Again; it is said to be unfair that a poor man should have to pay as much for the use of the land on which his cottage stands as the wealthy man pays for the land on which he has erected a palatial residence or a stately warehouse, even though the land is equally valuable in the two cases. But why? If the poor man and the wealthy man went to the same hotel, and took equally good rooms, ought not one to pay for what he takes as much as the other, regardless of their means or the use they put the rooms to? The cases are parallel, unless there is a difference between the relation of the two men to the hotel and their relation to the land. This objection assumes that there is a difference without proving it, and, therefore, begs the only question there is.

We are also told that material progress makes the condition of all the people better; George, it is asserted, is mistaken in supposing that progress and poverty go hand in hand.

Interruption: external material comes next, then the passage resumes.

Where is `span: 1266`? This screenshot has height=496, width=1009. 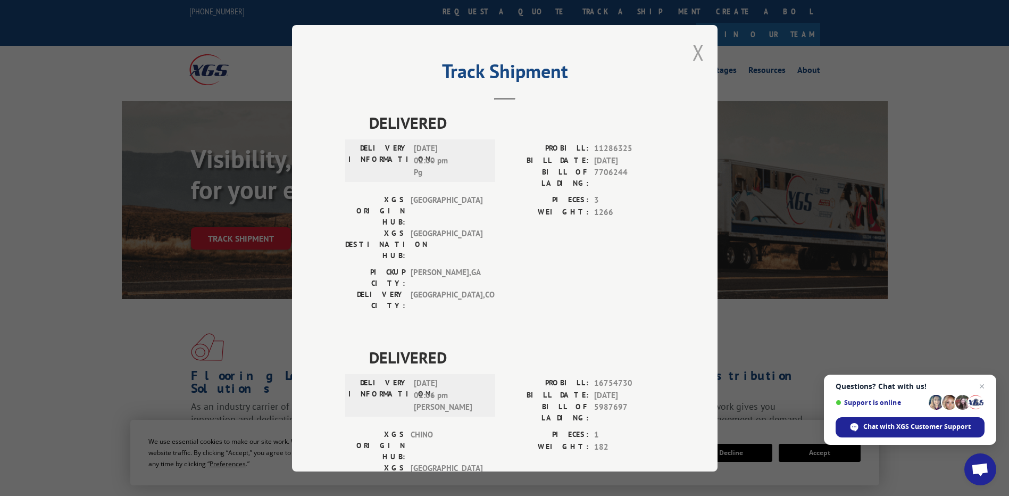 span: 1266 is located at coordinates (629, 212).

Assume that George is wrong about this; what then? Suppose twelve men engaged as partners in a business which is very profitable; suppose that five of the twelve take many times as much of the profits as by the partnership articles they are entitled to; if the seven call upon the five to account, will it be open to the five to say that they left so much of the profits untouched that the share of each of the seven was more than he could have got in any other business? George contends that the natural rights of men stand for partnership articles, so far as the land is concerned, and that by means of the legal institution of private property in land, some men take more than their just share of the profits according to the articles.